As opposed to generational gadgets eventually retired to landfills across the globe, programming languages never die. BASIC, along with COBOL, FORTRAN and others, were invented decades before the Internet and are still used today. What sets BASIC apart, though, is that it changed computer programming from mainframes and punch cards to readable code requiring no advanced degree in mathematics to understand.

BASIC computers were literally giant calculators that read cards with holes punched in them, which took hours to compute. They used human language to feed information to computers: For example, typing “new” told the computer you were starting a new program. Computer programming became simplified, so virtually anyone could do it.

Due to its learning ease and use, BASIC started a revolution in computer functionality and science as a whole. Within a year, the concepts for popular programming languages such as Java, C and Visual Basic were developed, each a building block of Microsoft Windows making nearly every consumer software application available today.
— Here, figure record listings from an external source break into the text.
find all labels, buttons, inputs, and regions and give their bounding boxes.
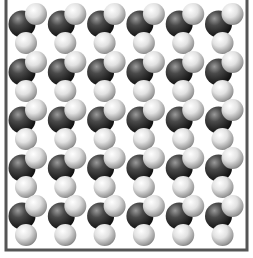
terminal-atom-sphere xyxy=(182,99,204,121)
terminal-atom-sphere xyxy=(64,3,86,25)
terminal-atom-sphere xyxy=(182,51,204,73)
terminal-atom-sphere xyxy=(133,224,155,246)
terminal-atom-sphere xyxy=(54,224,76,246)
terminal-atom-sphere xyxy=(212,128,234,150)
terminal-atom-sphere xyxy=(104,195,126,217)
terminal-atom-sphere xyxy=(54,32,76,54)
terminal-atom-sphere xyxy=(212,32,234,54)
terminal-atom-sphere xyxy=(94,80,116,102)
terminal-atom-sphere xyxy=(94,224,116,246)
terminal-atom-sphere xyxy=(25,195,47,217)
terminal-atom-sphere xyxy=(143,147,165,169)
terminal-atom-sphere xyxy=(182,147,204,169)
terminal-atom-sphere xyxy=(94,128,116,150)
terminal-atom-sphere xyxy=(133,128,155,150)
terminal-atom-sphere xyxy=(212,80,234,102)
terminal-atom-sphere xyxy=(172,176,194,198)
terminal-atom-sphere xyxy=(25,147,47,169)
terminal-atom-sphere xyxy=(182,195,204,217)
terminal-atom-sphere xyxy=(222,51,244,73)
terminal-atom-sphere xyxy=(104,99,126,121)
terminal-atom-sphere xyxy=(64,147,86,169)
terminal-atom-sphere xyxy=(133,176,155,198)
terminal-atom-sphere xyxy=(54,128,76,150)
terminal-atom-sphere xyxy=(64,195,86,217)
terminal-atom-sphere xyxy=(25,51,47,73)
terminal-atom-sphere xyxy=(143,195,165,217)
terminal-atom-sphere xyxy=(104,3,126,25)
terminal-atom-sphere xyxy=(64,51,86,73)
terminal-atom-sphere xyxy=(212,224,234,246)
terminal-atom-sphere xyxy=(222,195,244,217)
terminal-atom-sphere xyxy=(143,99,165,121)
terminal-atom-sphere xyxy=(54,176,76,198)
terminal-atom-sphere xyxy=(64,99,86,121)
terminal-atom-sphere xyxy=(143,51,165,73)
terminal-atom-sphere xyxy=(104,51,126,73)
terminal-atom-sphere xyxy=(25,3,47,25)
terminal-atom-sphere xyxy=(222,147,244,169)
terminal-atom-sphere xyxy=(133,32,155,54)
terminal-atom-sphere xyxy=(15,128,37,150)
terminal-atom-sphere xyxy=(182,3,204,25)
terminal-atom-sphere xyxy=(104,147,126,169)
terminal-atom-sphere xyxy=(94,32,116,54)
terminal-atom-sphere xyxy=(172,128,194,150)
terminal-atom-sphere xyxy=(15,32,37,54)
terminal-atom-sphere xyxy=(222,3,244,25)
terminal-atom-sphere xyxy=(172,80,194,102)
terminal-atom-sphere xyxy=(222,99,244,121)
terminal-atom-sphere xyxy=(94,176,116,198)
terminal-atom-sphere xyxy=(15,224,37,246)
terminal-atom-sphere xyxy=(172,224,194,246)
terminal-atom-sphere xyxy=(25,99,47,121)
terminal-atom-sphere xyxy=(143,3,165,25)
terminal-atom-sphere xyxy=(172,32,194,54)
terminal-atom-sphere xyxy=(54,80,76,102)
terminal-atom-sphere xyxy=(15,176,37,198)
molecular-lattice-diagram xyxy=(0,0,253,258)
terminal-atom-sphere xyxy=(133,80,155,102)
terminal-atom-sphere xyxy=(15,80,37,102)
terminal-atom-sphere xyxy=(212,176,234,198)
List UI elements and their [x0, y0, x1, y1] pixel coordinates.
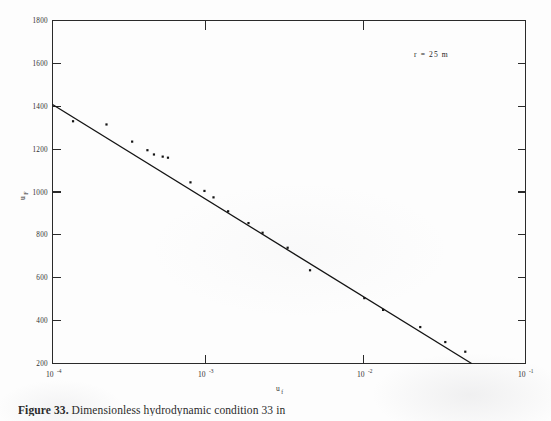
data-point [146, 149, 148, 151]
y-tick-label: 1000 [32, 189, 48, 197]
data-point [227, 210, 229, 212]
plot-frame [53, 21, 526, 364]
scatter-points-layer [72, 120, 466, 353]
data-point [247, 222, 249, 224]
y-axis-title: u F [18, 192, 29, 200]
data-point [212, 196, 214, 198]
y-tick-label: 1200 [32, 146, 48, 154]
x-tick-exponent: -4 [57, 368, 62, 374]
figure-caption-label: Figure 33. [18, 404, 69, 416]
data-point [309, 269, 311, 271]
x-tick-label-group: 10 -2 [357, 368, 373, 379]
y-axis-title-subscript: F [23, 192, 29, 195]
figure-caption: Figure 33. Dimensionless hydrodynamic co… [18, 404, 538, 416]
x-tick-base: 10 [46, 370, 54, 379]
y-tick-label: 1800 [32, 17, 48, 25]
y-tick-label: 400 [36, 317, 48, 325]
data-point [261, 232, 263, 234]
regression-fit-line [53, 105, 472, 364]
x-tick-base: 10 [198, 370, 206, 379]
x-axis-title-subscript: f [281, 389, 283, 395]
data-point [167, 157, 169, 159]
semilog-scatter-plot: 1800 1600 1400 1200 1000 800 600 400 200… [0, 0, 551, 421]
x-tick-label-group: 10 -1 [518, 368, 534, 379]
x-axis-tick-labels: 10 -4 10 -3 10 -2 10 -1 [46, 368, 534, 379]
x-axis-title-base: u [276, 384, 280, 393]
y-axis-ticks-left [53, 21, 61, 364]
data-point [72, 120, 74, 122]
x-axis-ticks-top [205, 21, 363, 30]
data-point [464, 351, 466, 353]
data-point [131, 141, 133, 143]
data-point [287, 247, 289, 249]
data-point [444, 341, 446, 343]
x-axis-ticks-bottom [205, 355, 363, 364]
y-axis-tick-labels: 1800 1600 1400 1200 1000 800 600 400 200 [32, 17, 48, 368]
data-point [153, 153, 155, 155]
data-point [382, 309, 384, 311]
figure-caption-text: Dimensionless hydrodynamic condition 33 … [72, 404, 286, 416]
x-tick-base: 10 [518, 370, 526, 379]
data-point [363, 297, 365, 299]
y-tick-label: 200 [36, 360, 48, 368]
data-point [419, 326, 421, 328]
x-tick-label-group: 10 -3 [198, 368, 214, 379]
plot-annotation: r = 25 m [414, 50, 449, 59]
x-axis-title: u f [276, 384, 283, 395]
y-tick-label: 600 [36, 274, 48, 282]
x-tick-exponent: -3 [209, 368, 214, 374]
y-tick-label: 1600 [32, 60, 48, 68]
x-tick-exponent: -2 [368, 368, 373, 374]
y-tick-label: 800 [36, 231, 48, 239]
x-tick-label-group: 10 -4 [46, 368, 62, 379]
data-point [105, 123, 107, 125]
data-point [162, 156, 164, 158]
figure-root: 1800 1600 1400 1200 1000 800 600 400 200… [0, 0, 551, 421]
data-point [189, 181, 191, 183]
y-tick-label: 1400 [32, 103, 48, 111]
y-axis-ticks-right [518, 63, 526, 320]
data-point [203, 190, 205, 192]
y-axis-title-base: u [18, 196, 27, 200]
x-tick-exponent: -1 [529, 368, 534, 374]
x-tick-base: 10 [357, 370, 365, 379]
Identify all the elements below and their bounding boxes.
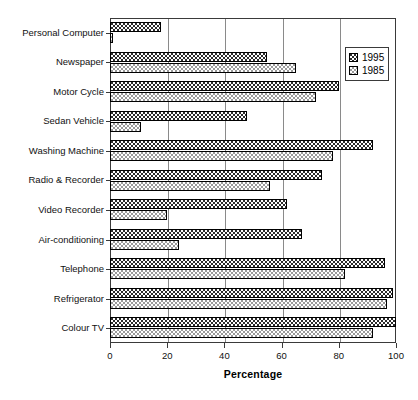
category-label: Sedan Vehicle: [0, 116, 104, 126]
legend-label-1985: 1985: [362, 65, 384, 76]
y-axis-tick: [106, 151, 110, 152]
bar-1995: [110, 288, 393, 298]
x-axis-label-20: 20: [162, 350, 173, 361]
bar-1985: [110, 33, 113, 43]
x-axis-title: Percentage: [110, 368, 396, 380]
bar-1995: [110, 52, 267, 62]
x-axis-tick-0: [110, 343, 111, 348]
bar-1995: [110, 22, 161, 32]
category-label: Telephone: [0, 264, 104, 274]
bar-1995: [110, 199, 287, 209]
bar-1995: [110, 81, 339, 91]
bar-group: Washing Machine: [110, 136, 396, 166]
legend-item-1995: 1995: [349, 51, 384, 63]
bar-group: Video Recorder: [110, 195, 396, 225]
bar-1985: [110, 63, 296, 73]
bar-1995: [110, 140, 373, 150]
bar-1995: [110, 317, 396, 327]
legend-swatch-1995: [349, 53, 358, 62]
category-label: Personal Computer: [0, 28, 104, 38]
x-axis-label-100: 100: [388, 350, 404, 361]
x-axis-tick-40: [224, 343, 225, 348]
bar-1985: [110, 240, 179, 250]
bar-group: Telephone: [110, 254, 396, 284]
y-axis-tick: [106, 269, 110, 270]
x-axis-tick-20: [167, 343, 168, 348]
y-axis-tick: [106, 180, 110, 181]
x-axis-label-60: 60: [276, 350, 287, 361]
bar-group: Refrigerator: [110, 284, 396, 314]
y-axis-tick: [106, 33, 110, 34]
category-label: Newspaper: [0, 57, 104, 67]
y-axis-tick: [106, 92, 110, 93]
chart-legend: 1995 1985: [345, 47, 389, 81]
legend-label-1995: 1995: [362, 52, 384, 63]
x-axis-tick-60: [282, 343, 283, 348]
category-label: Washing Machine: [0, 146, 104, 156]
x-axis-label-80: 80: [334, 350, 345, 361]
bar-1985: [110, 151, 333, 161]
x-axis-label-0: 0: [107, 350, 112, 361]
y-axis-tick: [106, 121, 110, 122]
category-label: Motor Cycle: [0, 87, 104, 97]
category-label: Radio & Recorder: [0, 175, 104, 185]
legend-item-1985: 1985: [349, 64, 384, 76]
bar-1985: [110, 269, 345, 279]
bar-1985: [110, 181, 270, 191]
y-axis-tick: [106, 328, 110, 329]
bar-group: Radio & Recorder: [110, 166, 396, 196]
bar-1995: [110, 170, 322, 180]
bar-group: Motor Cycle: [110, 77, 396, 107]
y-axis-tick: [106, 62, 110, 63]
bar-1995: [110, 111, 247, 121]
bar-1995: [110, 258, 385, 268]
bar-group: Colour TV: [110, 313, 396, 343]
category-label: Video Recorder: [0, 205, 104, 215]
bar-group: Personal Computer: [110, 18, 396, 48]
category-label: Refrigerator: [0, 294, 104, 304]
x-axis-tick-80: [339, 343, 340, 348]
bar-group: Sedan Vehicle: [110, 107, 396, 137]
y-axis-tick: [106, 210, 110, 211]
bar-1985: [110, 299, 387, 309]
y-axis-tick: [106, 299, 110, 300]
bar-group: Air-conditioning: [110, 225, 396, 255]
category-label: Colour TV: [0, 323, 104, 333]
bar-1985: [110, 92, 316, 102]
bar-1995: [110, 229, 302, 239]
bar-1985: [110, 122, 141, 132]
x-axis-label-40: 40: [219, 350, 230, 361]
y-axis-tick: [106, 240, 110, 241]
category-label: Air-conditioning: [0, 235, 104, 245]
x-axis-tick-100: [396, 343, 397, 348]
chart-container: Personal ComputerNewspaperMotor CycleSed…: [0, 0, 418, 400]
legend-swatch-1985: [349, 66, 358, 75]
bar-1985: [110, 210, 167, 220]
bar-1985: [110, 328, 373, 338]
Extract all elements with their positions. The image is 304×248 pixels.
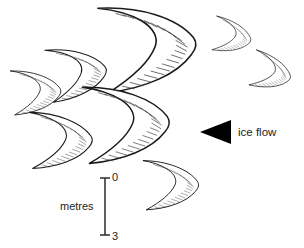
figure-root: ice flow metres 0 3 xyxy=(0,0,304,248)
crescent-8 xyxy=(143,159,199,210)
crescent-6 xyxy=(82,81,171,163)
crescent-1 xyxy=(98,0,200,93)
scale-bar-label: metres xyxy=(60,200,94,212)
ice-flow-label: ice flow xyxy=(238,126,277,138)
crescent-7 xyxy=(29,110,93,168)
crescent-3 xyxy=(11,68,63,115)
scale-bar xyxy=(100,178,110,235)
scale-bar-top-value: 0 xyxy=(112,171,118,183)
crescent-4 xyxy=(211,16,254,56)
bedform-group xyxy=(11,0,295,210)
ice-flow-arrow-icon xyxy=(200,120,231,144)
scale-bar-bottom-value: 3 xyxy=(112,230,118,242)
crescent-5 xyxy=(248,50,295,94)
diagram-canvas: ice flow metres 0 3 xyxy=(0,0,304,248)
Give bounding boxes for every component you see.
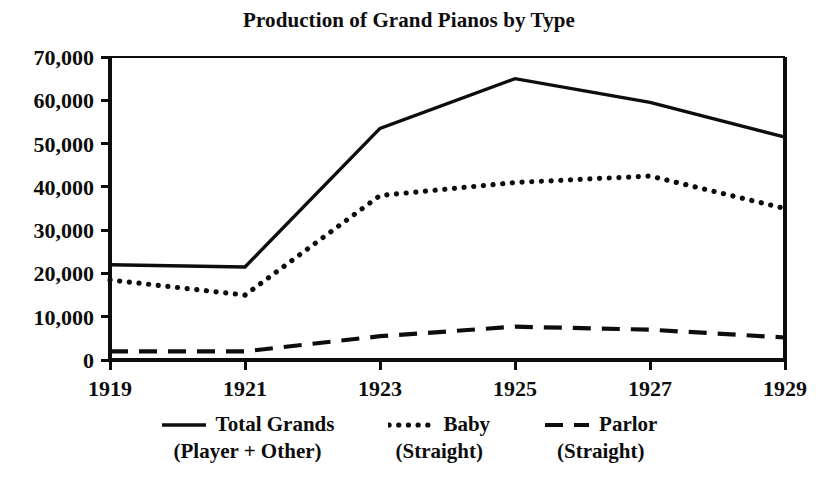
legend-item-baby[interactable]: Baby(Straight): [388, 412, 490, 464]
chart-legend: Total Grands(Player + Other)Baby(Straigh…: [0, 412, 818, 464]
chart-figure: Production of Grand Pianos by Type 010,0…: [0, 0, 818, 490]
data-series-group: [110, 79, 785, 352]
x-tick-label: 1919: [88, 376, 132, 400]
y-tick-label: 50,000: [34, 132, 95, 157]
legend-swatch-solid-icon: [161, 419, 207, 431]
x-tick-label: 1925: [493, 376, 537, 400]
legend-label: Parlor: [599, 412, 657, 438]
y-tick-label: 60,000: [34, 88, 95, 113]
legend-label: Total Grands: [216, 412, 335, 438]
x-tick-label: 1927: [628, 376, 672, 400]
y-tick-label: 10,000: [34, 305, 95, 330]
legend-item-row: Parlor: [544, 412, 657, 438]
legend-label: Baby: [443, 412, 490, 438]
legend-sublabel: (Straight): [557, 439, 645, 465]
series-line-parlor: [110, 327, 785, 352]
legend-item-row: Total Grands: [161, 412, 335, 438]
y-tick-label: 40,000: [34, 175, 95, 200]
legend-sublabel: (Straight): [396, 439, 484, 465]
y-tick-label: 0: [83, 348, 94, 373]
x-tick-label: 1921: [223, 376, 267, 400]
series-line-total-grands: [110, 79, 785, 267]
x-tick-label: 1929: [763, 376, 807, 400]
x-tick-label: 1923: [358, 376, 402, 400]
y-tick-label: 30,000: [34, 218, 95, 243]
line-chart-svg: 010,00020,00030,00040,00050,00060,00070,…: [0, 0, 818, 400]
series-line-baby: [110, 176, 785, 295]
legend-swatch-dotted-icon: [388, 419, 434, 431]
legend-item-row: Baby: [388, 412, 490, 438]
x-axis-tick-labels: 191919211923192519271929: [88, 376, 807, 400]
legend-item-total-grands[interactable]: Total Grands(Player + Other): [161, 412, 335, 464]
legend-swatch-dashed-icon: [544, 419, 590, 431]
y-axis-tick-labels: 010,00020,00030,00040,00050,00060,00070,…: [34, 45, 95, 373]
legend-sublabel: (Player + Other): [173, 439, 321, 465]
legend-item-parlor[interactable]: Parlor(Straight): [544, 412, 657, 464]
y-tick-label: 20,000: [34, 261, 95, 286]
y-tick-label: 70,000: [34, 45, 95, 70]
plot-area: 010,00020,00030,00040,00050,00060,00070,…: [0, 0, 818, 400]
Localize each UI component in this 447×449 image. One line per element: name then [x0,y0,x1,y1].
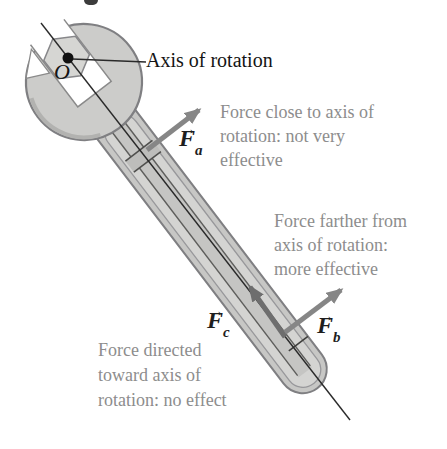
caption-line: effective [220,148,374,172]
force-c-label: →Fc [207,307,230,342]
caption-line: axis of rotation: [274,233,407,257]
caption-line: more effective [274,257,407,281]
caption-line: Force close to axis of [220,100,374,124]
axis-of-rotation-label: Axis of rotation [146,49,273,71]
torque-wrench-figure: O Axis of rotation →Fa →Fb →Fc Force clo… [0,0,447,449]
force-b-caption: Force farther from axis of rotation: mor… [274,209,407,281]
vector-arrow-icon: → [181,116,195,142]
force-b-subscript: b [333,329,341,345]
caption-line: rotation: not very [220,124,374,148]
force-a-label: →Fa [179,125,203,160]
caption-line: rotation: no effect [98,388,227,413]
force-a-subscript: a [195,142,203,158]
vector-arrow-icon: → [209,298,223,324]
vector-arrow-icon: → [319,303,333,329]
force-b-label: →Fb [317,312,341,347]
caption-line: toward axis of [98,363,227,388]
origin-point-label: O [54,61,70,83]
caption-line: Force directed [98,338,227,363]
force-a-caption: Force close to axis of rotation: not ver… [220,100,374,172]
force-c-caption: Force directed toward axis of rotation: … [98,338,227,413]
caption-line: Force farther from [274,209,407,233]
Just as BASIC lowered the programming barrier to entry, new developing advances are close to erasing it. Code schools and hacking classes, such as Code Academy and Treehouse, provide ready-made code examples to help programming hopefuls get on their developing feet. Even more astonishing, Massachusetts Institute of Technology’s App Inventor application completely removes the need to know any programming language, replacing them with visual interfaces and graphical modules that hide backend code.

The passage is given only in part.